Wes Lastine, the plant’s Hach Company service representative, suggested the new Hach 8362sc High Purity Water pH Panel as a replacement. Dooley took advantage of the offer to install and demonstrate the new equipment.

Striving for Accuracy

The MidAmerican team was particularly interested in the measurement accuracy the system provided, enabled by its self-pressurizing reference electrode. The electrode introduces a constant flow of electrolyte into the sample stream, reducing the effects of electrolyte oscillations and subsequent reference junction potential phase shifts found in other systems. The panel also offers accurate temperature measurement that’s so critical for measuring pH for high-purity water, in addition to easy setup and maintenance.

“The new Hach system has worked well,” Dooley said. “It responds quickly to small changes in sample pH, and produces values that are within 0.05 Standard Units (SU) of our laboratory instruments.”

He also noted drift was minimal during the several months the system has been in place, and that the design of the new flow cell makes it easy for his laboratory technicians to access the electrode and immerse it in buffer solution when calibration is required. Instrument setup and calibration proved easy, even intuitive, simply by following the display menu.

“We are now stocking the Hach 8362sc panel, and we intend to use it for all our new process pH measurements,” Dooley said. “I would encourage others who experience difficulty with measuring pH in ultrapure water applications to try (it) for themselves.”

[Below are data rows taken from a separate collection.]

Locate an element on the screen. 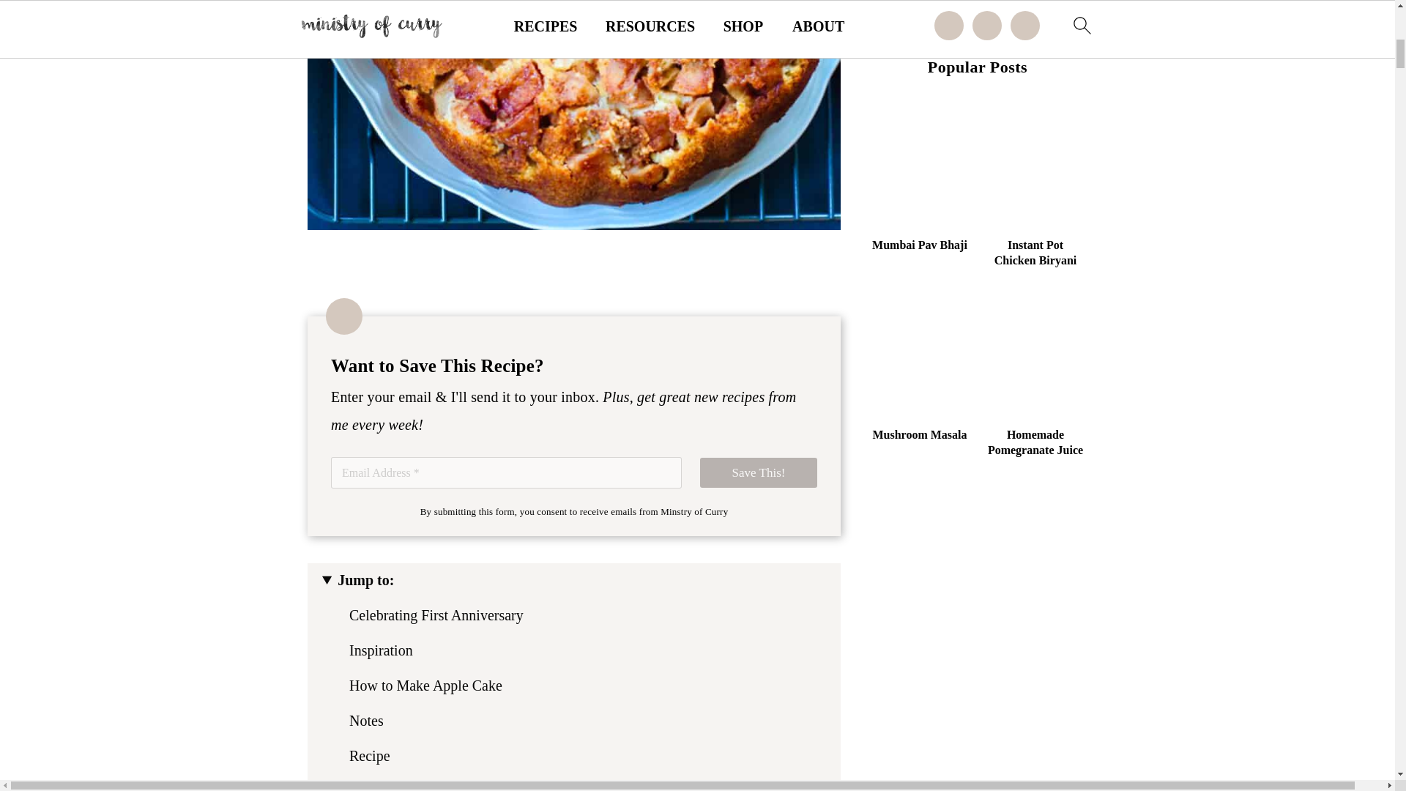 This screenshot has height=791, width=1406. Save This! is located at coordinates (759, 473).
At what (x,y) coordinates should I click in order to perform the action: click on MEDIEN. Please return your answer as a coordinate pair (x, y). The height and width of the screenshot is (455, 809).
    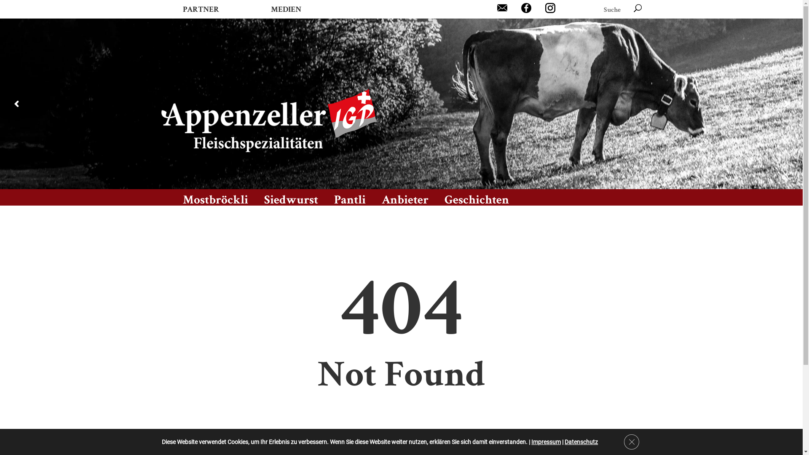
    Looking at the image, I should click on (286, 9).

For MidAmerican, this will mean replacing the other, older on-line process analyzers as they fail to ensure all the process readings taken throughout the plant are as fast and accurate as they can be.

Conclusion

The dedication of Dooley, his team, and everyone at MidAmerican to be “obsessively, relentlessly at your service” shows not only in the concern taken to lower costs and improve reliability, but also by being recognized for two consecutive years by J.D. Power and Associates as the Midwest utility with the highest business utility customer satisfaction ranking, as well as the highest ranking for customer satisfaction in the nation in 2005. IWW

The Hach Co. (www.hach.com) is based in Loveland, CO. Contact: 800-227-4224.